Friday, October 21, 2011

How Are You Doing?



In teaching I use a lot of rubrics - you know, a checklist of skills or expectations, so I can tell how well my students are performing. It's beyond a traditional grade. Rubrics enable students to understand the subtle differences between performance that is "good, better, and best" and take responsibility for their own learning.

If you're a parent, then you are probably already acquainted with the rubric. In fact, you may even come to expect them from teachers and get a little itchy if you don't see one accompanying a project, paper, or complex assignment.

"How is she going to grade this?" you wonder. "How are we supposed to know what makes a good paper if she doesn't tell us? And what's the difference between a good paper and a great one?"

Sometimes there's very little difference and at other times it may be oceans apart. But you don't know unless someone sets the expectations, right?

I started to wonder if a rubric might help me better assess my quality of life. A friend, from whom I haven't heard from in a long while, wrote today and asked, "How are you doing?" Sounded like a simple question, but it wasn't. It was and continues to be a very complex question for me. If I answered, "Good," what would that really convey to her? Would she detect the subtle nuances that make up the answer, "Great!"?

If you had to answer the question "How are you doing?" right now, what would constitute an answer of GOOD, BETTER, or BEST?

Can you construct conditions or expectations that would frame "Good"? How about "Better"? And finally, "Best"? It's not so easy to do, but I'll try.

"Vicki, how are you doing?"

I'm GOOD (code for... nothing has changed; status quo; the problems I have I still have)

I'm BETTER (code for...one or more of what ails me has improved; beginning to see light at the end of the tunnel, but hoping it's not just an oncoming train!)

I'm BEST (code for... the problems/obstacles have either magically disappeared, or I've decided to make them unimportant; I'm smiling because I choose to smile)

Your rubric to answer this question may look completely different than mine. There is no standard set of expectations to answer this question. It's more complicated than that.

The idea is to observe the subtle differences between good, better, and best in yourself, your children, and others so that you can judge more fairly and with compassion.

After all, in the end, it's not the grade you get, but the progress you've made.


From the records below, please return each line that holds the word "button".

----- Provided entries -----

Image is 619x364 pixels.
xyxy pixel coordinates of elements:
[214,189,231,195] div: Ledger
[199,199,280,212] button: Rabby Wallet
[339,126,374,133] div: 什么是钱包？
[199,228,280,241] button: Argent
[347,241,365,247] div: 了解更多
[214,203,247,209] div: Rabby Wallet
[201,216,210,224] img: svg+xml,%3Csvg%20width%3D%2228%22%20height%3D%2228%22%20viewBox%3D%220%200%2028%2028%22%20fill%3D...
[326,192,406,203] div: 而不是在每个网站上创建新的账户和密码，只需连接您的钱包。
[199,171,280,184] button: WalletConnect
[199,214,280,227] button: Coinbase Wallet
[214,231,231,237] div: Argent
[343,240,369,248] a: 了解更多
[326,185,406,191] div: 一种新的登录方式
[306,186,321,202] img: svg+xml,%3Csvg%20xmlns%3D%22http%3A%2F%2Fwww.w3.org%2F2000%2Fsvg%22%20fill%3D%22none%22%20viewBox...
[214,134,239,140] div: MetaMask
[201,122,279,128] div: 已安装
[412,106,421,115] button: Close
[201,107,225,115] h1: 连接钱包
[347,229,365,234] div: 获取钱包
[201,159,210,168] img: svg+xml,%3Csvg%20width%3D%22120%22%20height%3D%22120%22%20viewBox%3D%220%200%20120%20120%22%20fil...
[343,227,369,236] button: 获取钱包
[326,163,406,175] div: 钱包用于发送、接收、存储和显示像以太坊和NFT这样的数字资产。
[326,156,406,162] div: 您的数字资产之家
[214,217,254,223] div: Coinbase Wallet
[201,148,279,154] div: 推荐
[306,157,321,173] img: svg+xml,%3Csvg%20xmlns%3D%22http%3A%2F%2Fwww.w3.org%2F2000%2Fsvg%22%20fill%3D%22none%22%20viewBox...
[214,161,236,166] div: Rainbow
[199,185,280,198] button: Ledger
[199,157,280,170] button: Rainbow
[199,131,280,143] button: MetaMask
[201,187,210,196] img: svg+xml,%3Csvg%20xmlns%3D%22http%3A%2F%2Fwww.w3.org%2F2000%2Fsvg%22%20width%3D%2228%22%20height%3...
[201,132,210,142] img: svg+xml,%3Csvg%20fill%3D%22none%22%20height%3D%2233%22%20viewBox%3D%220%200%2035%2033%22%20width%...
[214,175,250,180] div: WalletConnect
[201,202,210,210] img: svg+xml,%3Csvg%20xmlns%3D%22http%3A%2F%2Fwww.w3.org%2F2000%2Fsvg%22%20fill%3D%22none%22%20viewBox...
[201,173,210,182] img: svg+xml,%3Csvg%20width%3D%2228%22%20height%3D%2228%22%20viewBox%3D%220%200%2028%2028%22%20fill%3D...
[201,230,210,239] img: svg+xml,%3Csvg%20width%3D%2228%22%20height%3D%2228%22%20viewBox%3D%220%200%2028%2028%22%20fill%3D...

-----
----- Provided entries -----

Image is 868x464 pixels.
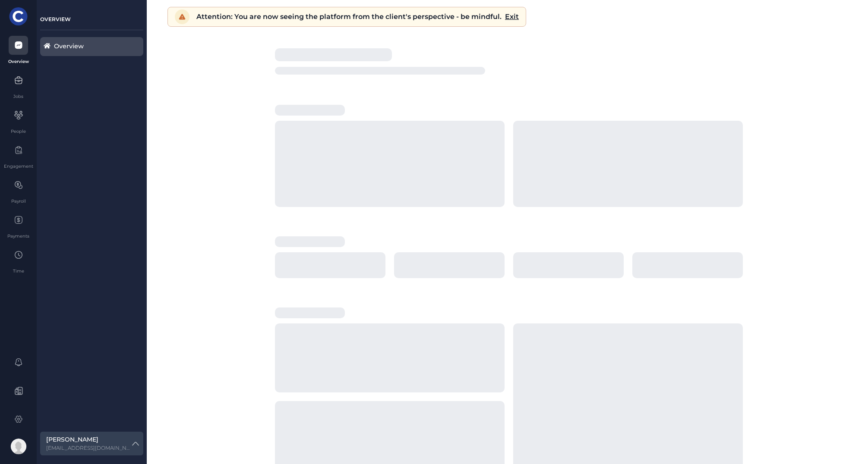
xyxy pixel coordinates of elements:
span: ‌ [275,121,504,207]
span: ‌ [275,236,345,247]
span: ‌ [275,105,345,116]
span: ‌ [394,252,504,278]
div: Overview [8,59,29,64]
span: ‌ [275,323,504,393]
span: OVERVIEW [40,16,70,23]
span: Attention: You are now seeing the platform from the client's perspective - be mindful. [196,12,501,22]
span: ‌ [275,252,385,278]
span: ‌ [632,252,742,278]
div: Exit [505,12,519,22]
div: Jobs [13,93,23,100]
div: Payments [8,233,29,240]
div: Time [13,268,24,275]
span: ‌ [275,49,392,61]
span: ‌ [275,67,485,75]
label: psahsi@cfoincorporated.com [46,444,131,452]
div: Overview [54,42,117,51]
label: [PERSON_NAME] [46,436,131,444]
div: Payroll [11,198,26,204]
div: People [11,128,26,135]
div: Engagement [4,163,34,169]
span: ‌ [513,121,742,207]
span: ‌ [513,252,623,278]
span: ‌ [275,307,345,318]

-----

**Answer to this exercise:**
[199,199,280,212] button: Rabby Wallet
[199,228,280,241] button: Argent
[199,171,280,184] button: WalletConnect
[199,214,280,227] button: Coinbase Wallet
[412,106,421,115] button: Close
[343,227,369,236] button: 获取钱包
[199,185,280,198] button: Ledger
[199,157,280,170] button: Rainbow
[199,131,280,143] button: MetaMask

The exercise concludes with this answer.